As the period of crisis continues questions are now starting to be asked regarding whether staff who could, for instance, relatively easily work from home or those who are vulnerable are being ‘encouraged’ back into workplaces some of whom may not be safe. It may also be the case that lower paid workers in probation are being expected to take more risks regarding potential exposure to COVID-19 than those in senior management or who are providing corporate services on the basis that their work is more amenable to remote working. It has been suggested by some practitioners that increased scrutiny or viral risk should attract increased financial compensation, however, the immediate concern is that this might penalise vulnerable persons who need to be protected or actually encourage unnecessary risk taking or even reckless behaviour. Is enough actually being done to facilitate remote working for all who wish to or could do so? Is enough being done to ensure safe working for those who wish or need to work non-remotely? Is probation putting service users at increased risk compared to the general population?

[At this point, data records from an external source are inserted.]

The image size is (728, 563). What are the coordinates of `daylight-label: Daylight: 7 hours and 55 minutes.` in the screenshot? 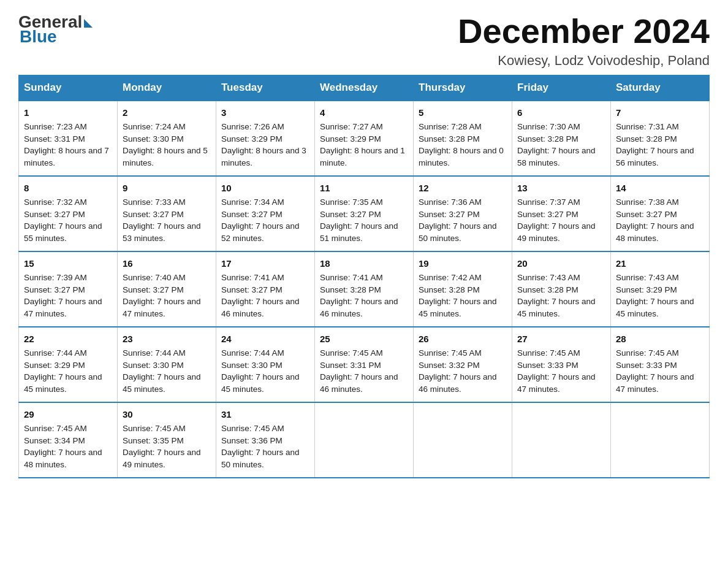 It's located at (63, 232).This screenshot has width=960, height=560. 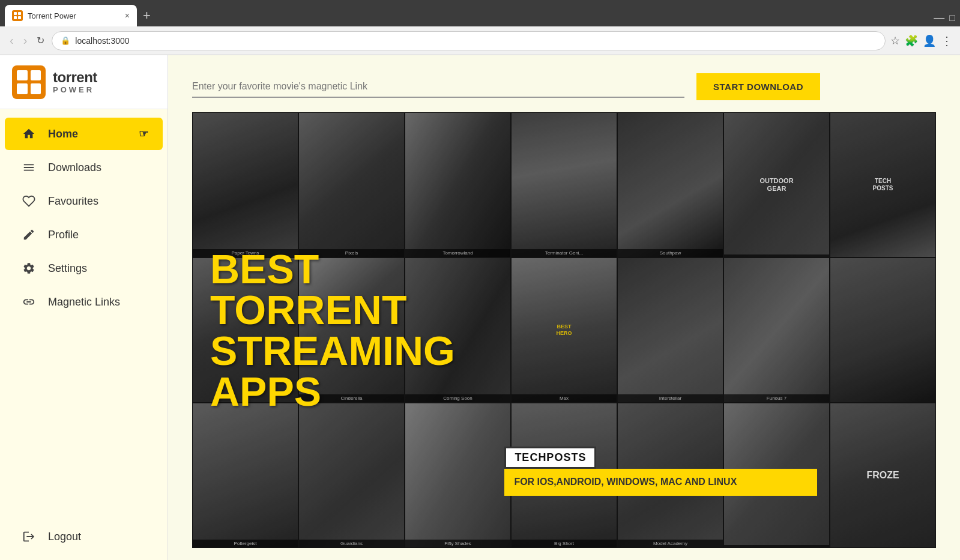 I want to click on tab-favicon, so click(x=17, y=16).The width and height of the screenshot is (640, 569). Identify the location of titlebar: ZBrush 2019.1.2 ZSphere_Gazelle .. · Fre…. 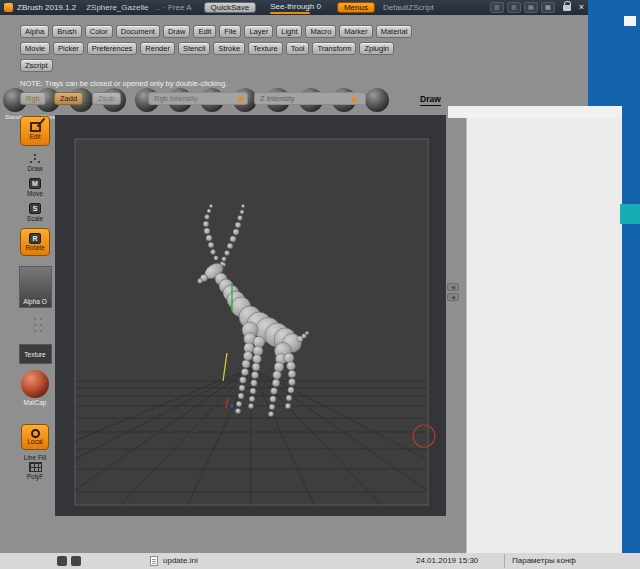
(294, 8).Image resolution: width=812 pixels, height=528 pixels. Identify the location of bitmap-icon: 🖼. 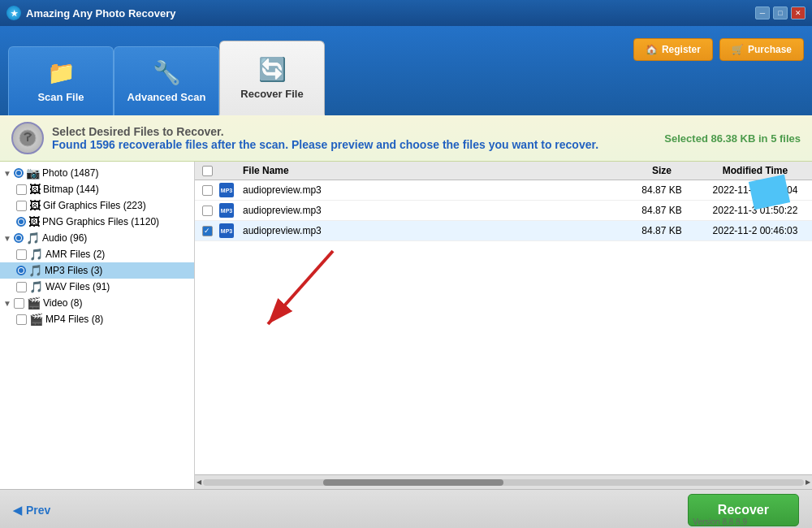
(35, 189).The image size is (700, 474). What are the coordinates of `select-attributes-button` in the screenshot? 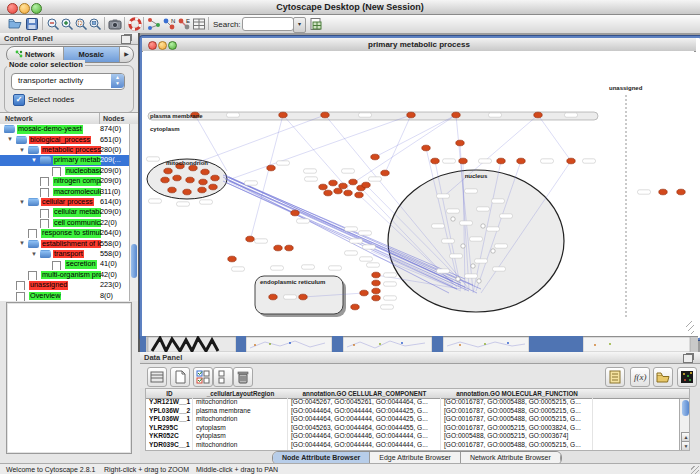 It's located at (157, 377).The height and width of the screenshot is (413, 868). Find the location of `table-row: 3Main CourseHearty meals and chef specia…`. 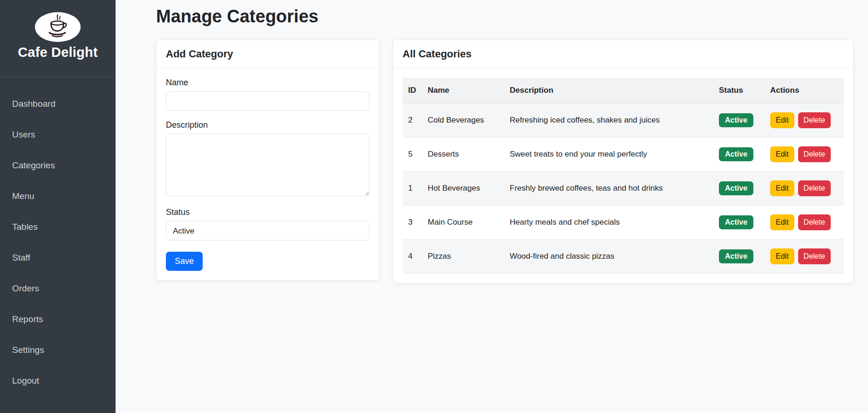

table-row: 3Main CourseHearty meals and chef specia… is located at coordinates (623, 223). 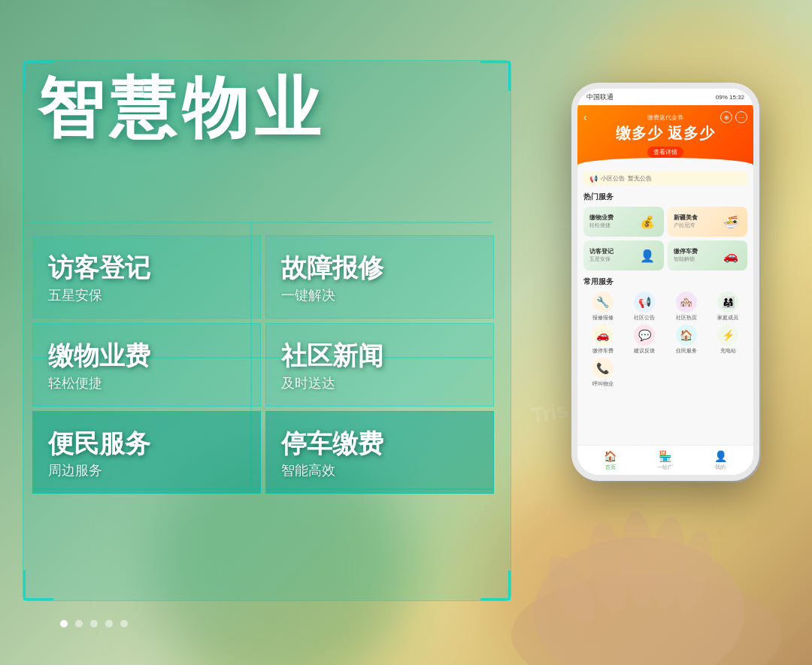 I want to click on phone-frame: 中国联通 09% 15:32 ‹ ⊕ ⋯ 缴费返代金券 缴多少 返多少 查看详情, so click(x=665, y=282).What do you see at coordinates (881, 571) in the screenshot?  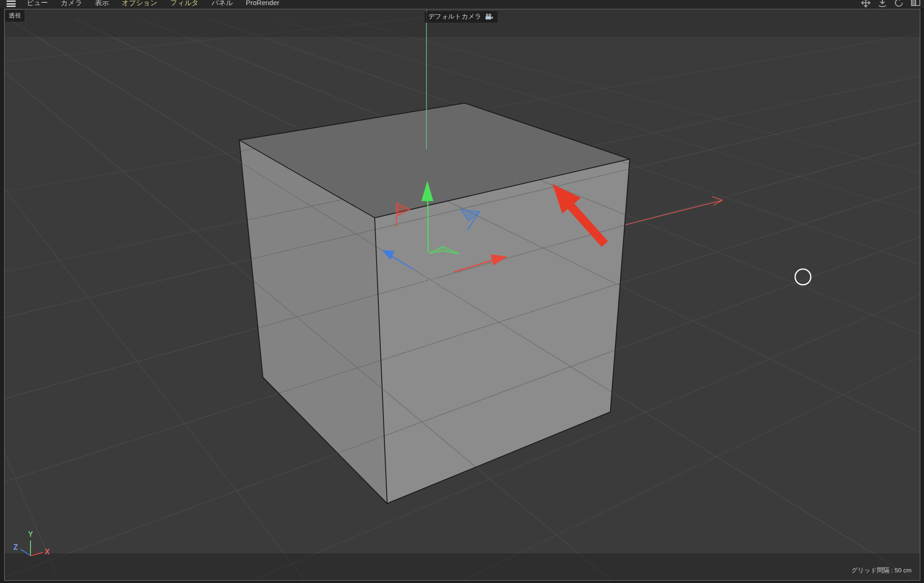 I see `grid-interval-status: グリッド間隔 : 50 cm` at bounding box center [881, 571].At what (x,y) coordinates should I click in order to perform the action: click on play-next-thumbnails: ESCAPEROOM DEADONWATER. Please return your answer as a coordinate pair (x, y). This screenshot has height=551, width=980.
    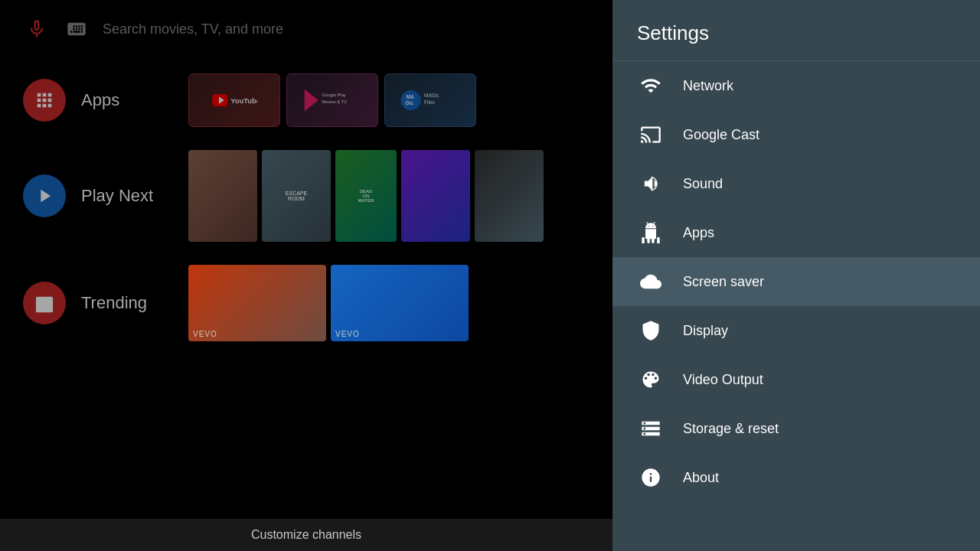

Whilst greater integration of management information systems to provide better quality information to inform decision making around more efficient use of available resources is to be broadly welcomed, particularly in relation to improved workload management and the management of physical, intellectual, and emotional labour, arguably this intensification has to be balanced with a greater degree of trust and increased acknowledgement of and respect for professional discretion and autonomy - that appears to have been sacrificed in favour of command and control. Probation staff are not simply cogs in the criminal justice machine and there is a strong case for a conscious organisational shift towards supporting those at the frontline rather than subjecting them to a constant stream of directives accompanied by intensified surveillance and control. 

There is a strong argument for those representing staff, such as trade unions, to question those making decisions regarding the provision of services in difficult times and ensure that the current crisis is not used as a smokescreen for more intense workplace control and less individual professional discretion.